After teaching for 31 years in primary and middle schools, including eleven as head teacher, I retired (at the age of 52) in 1997 and a year later created my first website, which contained, in addition to an assortment of personal material, an education section consisting of the essays and dissertation I had written for my DipEd and MA courses at the University of London Institute of Education in the 1980s.
In 2001 I added the text of a lecture I gave to American teachers taking part in a summer school in Oxford. This became the basis of my history of education in the UK which, last revised in 2018, now comprises half a million words with links to the texts of almost 400 documents.
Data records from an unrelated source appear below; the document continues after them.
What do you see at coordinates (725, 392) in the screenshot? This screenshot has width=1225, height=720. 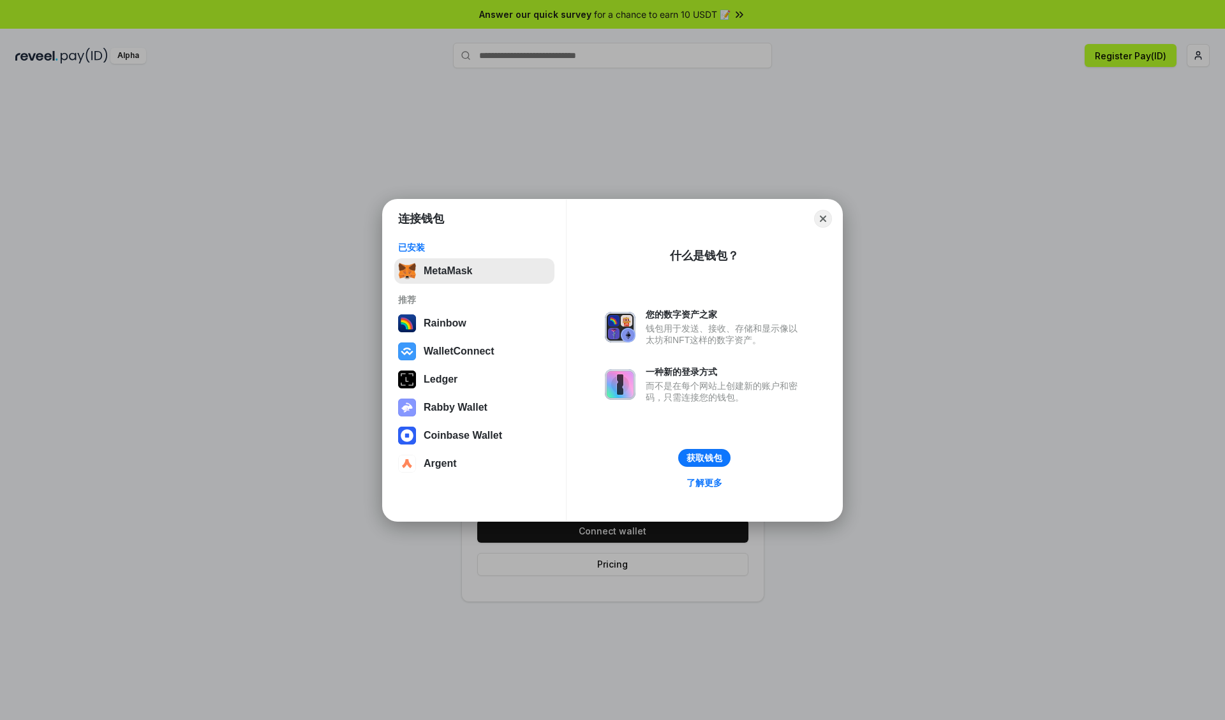 I see `div: 而不是在每个网站上创建新的账户和密码，只需连接您的钱包。` at bounding box center [725, 392].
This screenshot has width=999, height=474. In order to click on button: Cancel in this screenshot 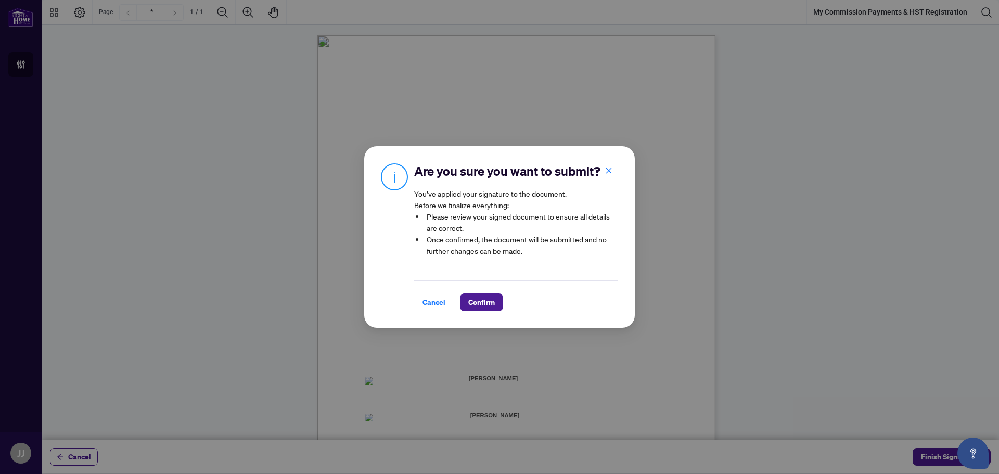, I will do `click(434, 302)`.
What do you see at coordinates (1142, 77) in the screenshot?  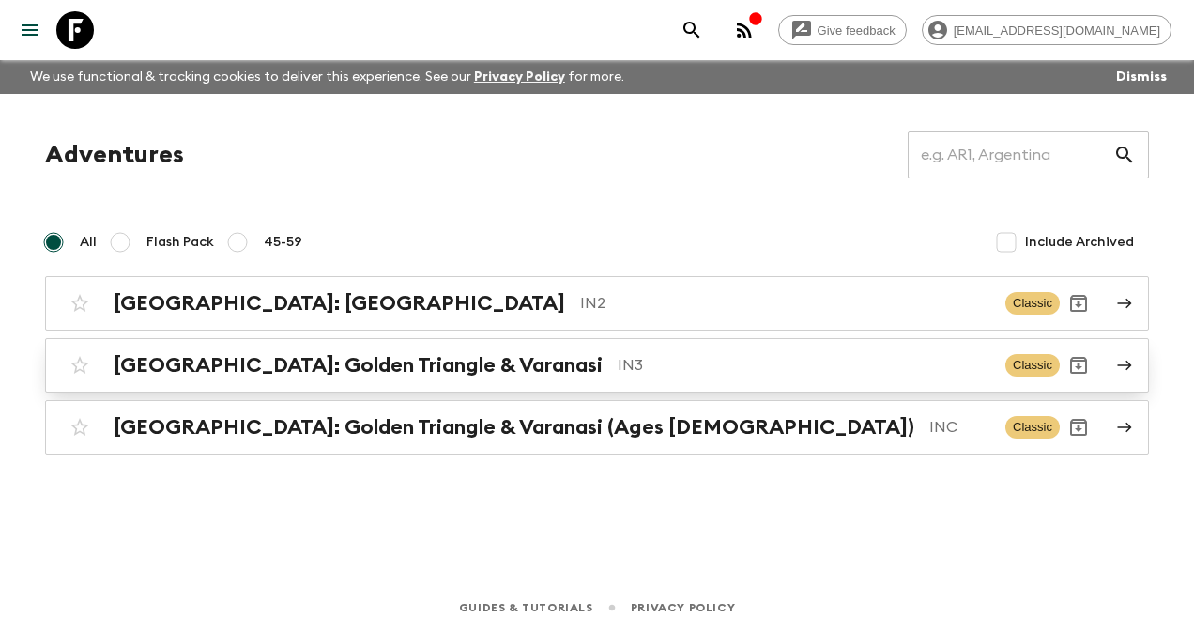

By the beginning of 2004 one of my essays – about the Plowden Report – was attracting a significant number of hits, and emails began to arrive asking where copies of the report could be found. As Plowden had long been out of print and was not available online, I applied for – and was granted – a licence from HMSO to put the text of the report on the website. I retyped the first thirty pages of the 1000-page report before a friend suggested that a scanner and some OCR software might be quicker! I took their advice and, by the end of October 2004, the complete Plowden Report was online.
I then started work on the six Hadow reports (1923-1933). By this time it was clear that the education section of the website was the only one achieving a significant number of visitors, so in May 2006 the other sections were removed and the site was renamed Education in England.